_TASK TO CARRY OUT_
Exactly the lines from the one containing "Find the location of a" through the final line of the data below, with pictures omitted, make up the answer.

_THE INPUT_

• • • • •

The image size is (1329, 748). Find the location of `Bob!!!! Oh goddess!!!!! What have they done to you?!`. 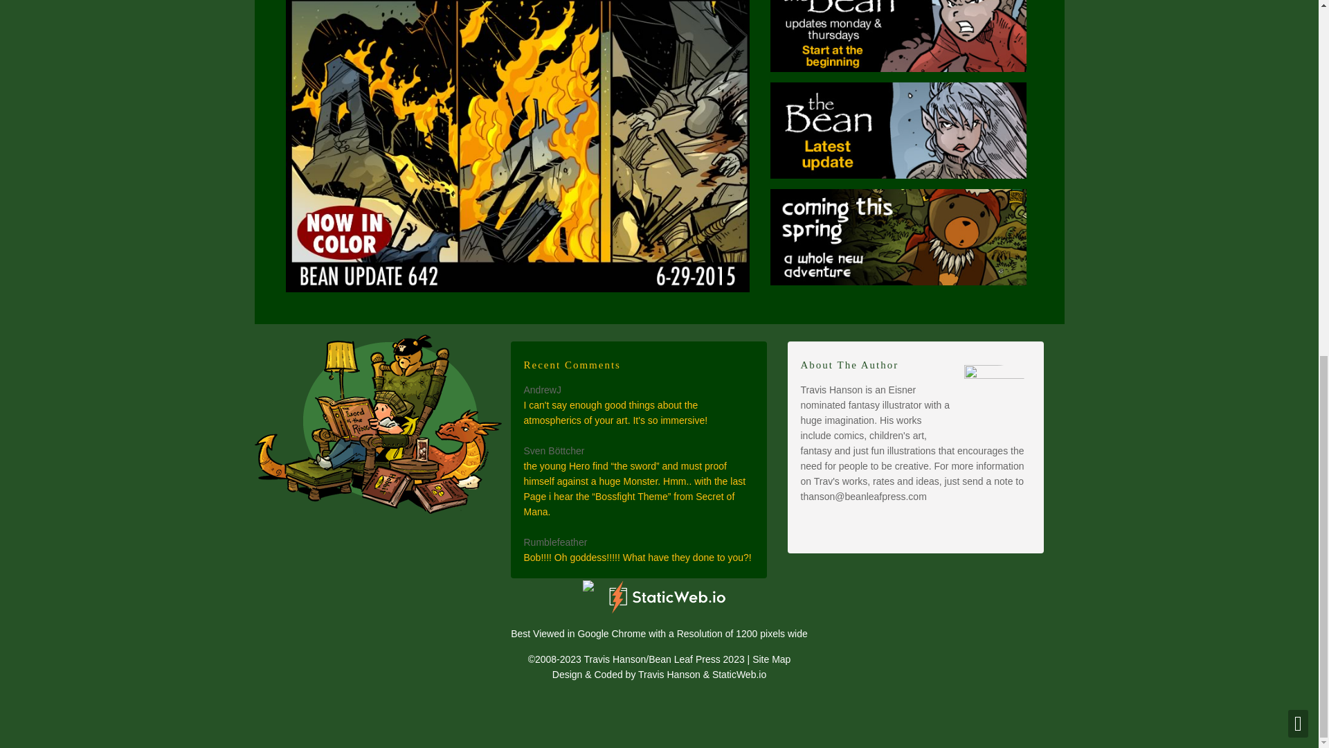

Bob!!!! Oh goddess!!!!! What have they done to you?! is located at coordinates (637, 557).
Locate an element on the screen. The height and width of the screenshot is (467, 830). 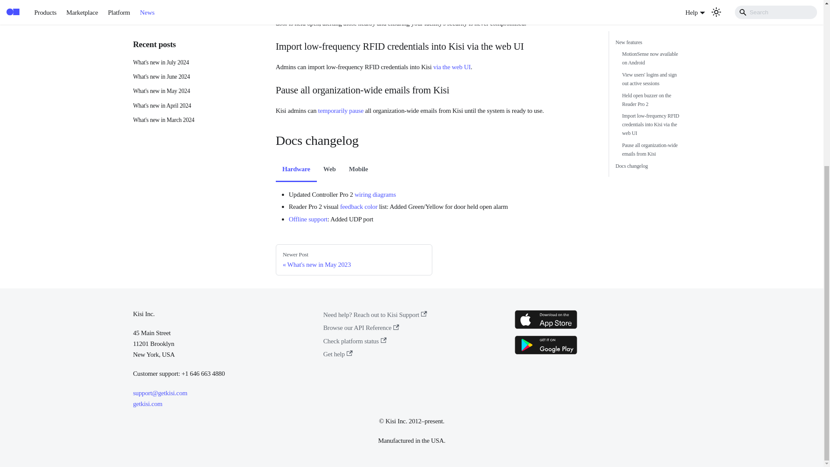
wiring diagrams is located at coordinates (375, 194).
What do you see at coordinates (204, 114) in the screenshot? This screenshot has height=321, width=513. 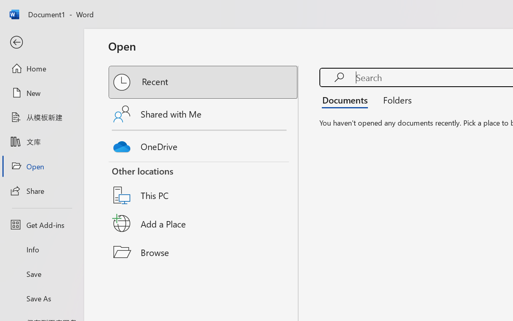 I see `Shared with Me` at bounding box center [204, 114].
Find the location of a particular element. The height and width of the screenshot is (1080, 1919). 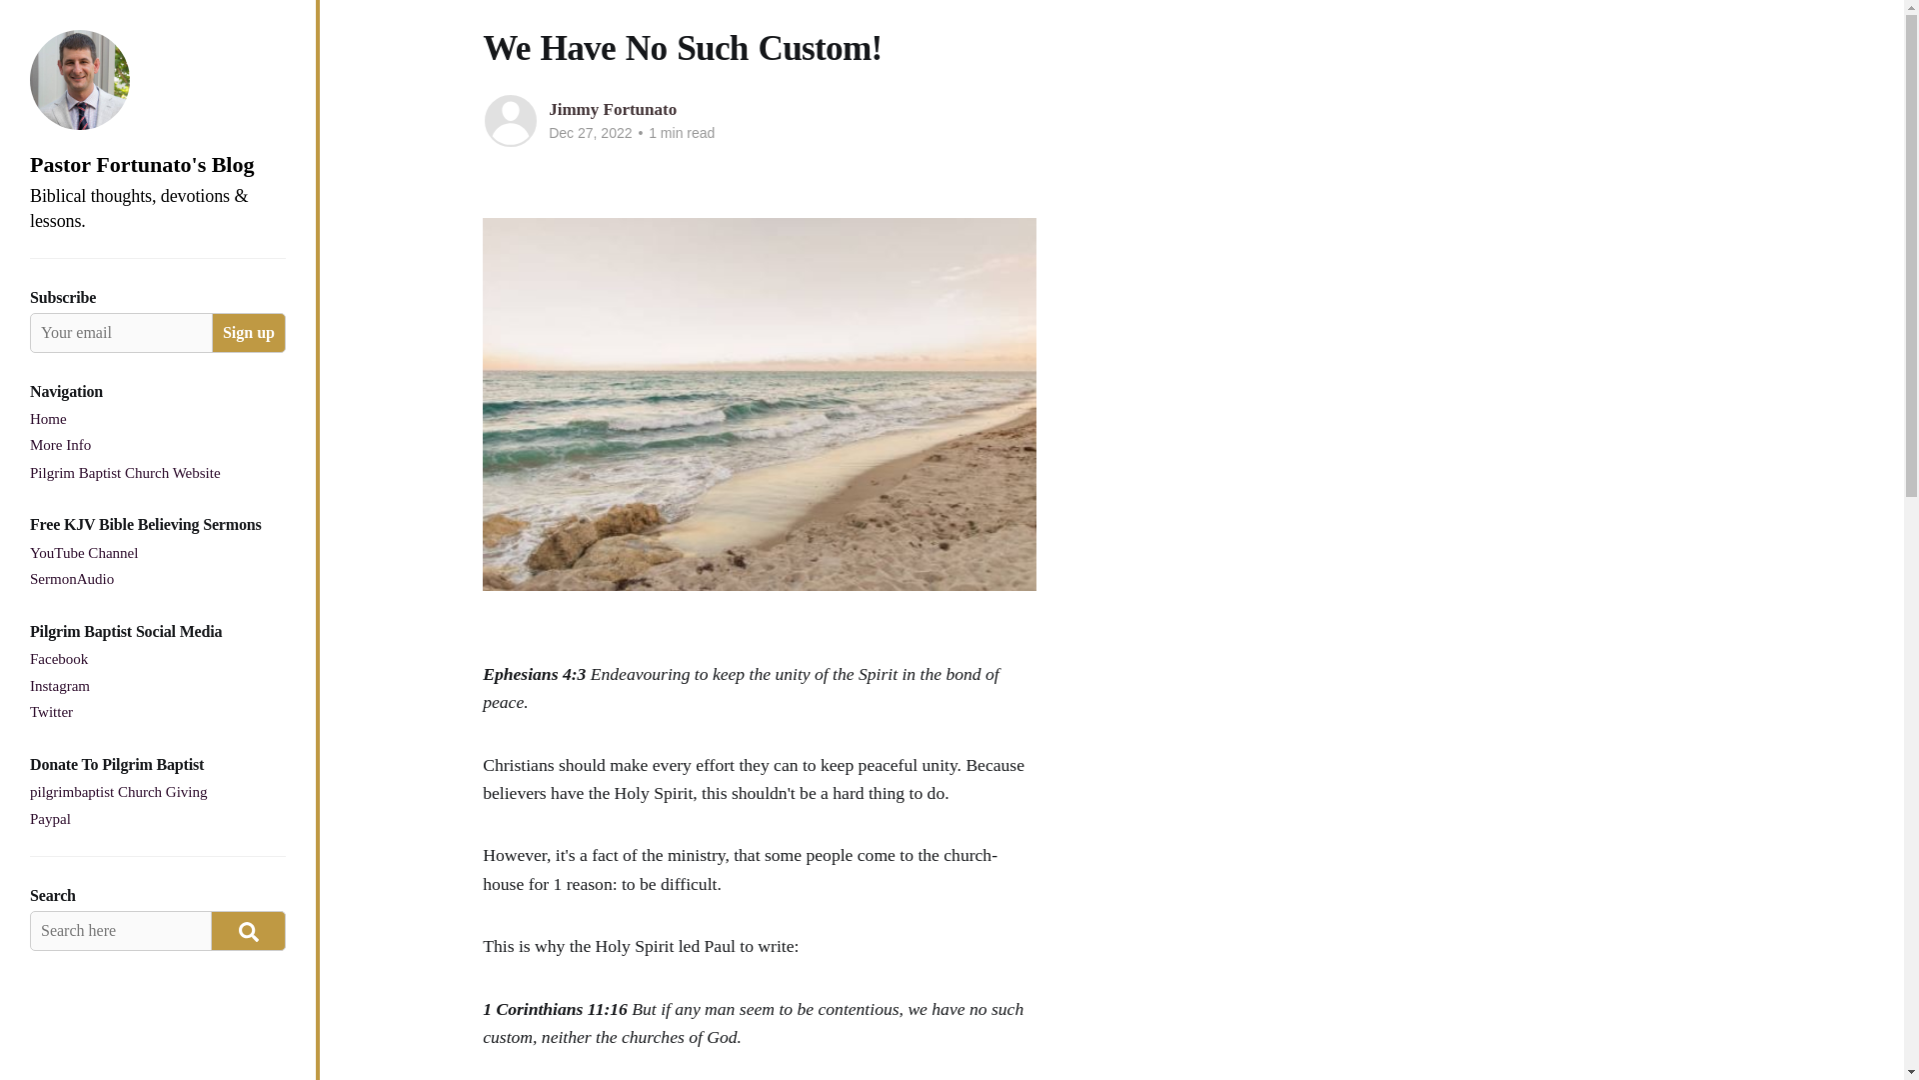

YouTube Channel is located at coordinates (84, 554).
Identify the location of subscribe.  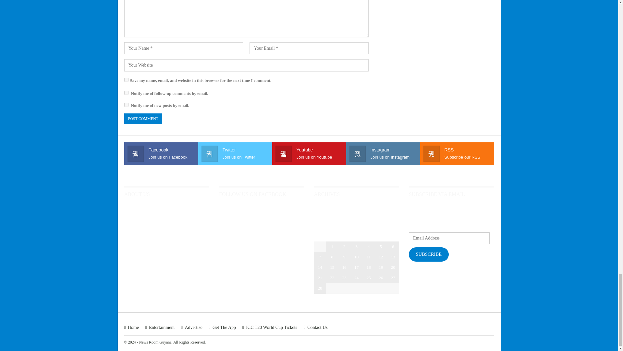
(126, 105).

• • • • •

_ANSWER BOX_
Find the location of a particular element. The height and width of the screenshot is (1080, 1919). 

YouTube Channel is located at coordinates (84, 554).
Identify the location of subscribe.  
(126, 105).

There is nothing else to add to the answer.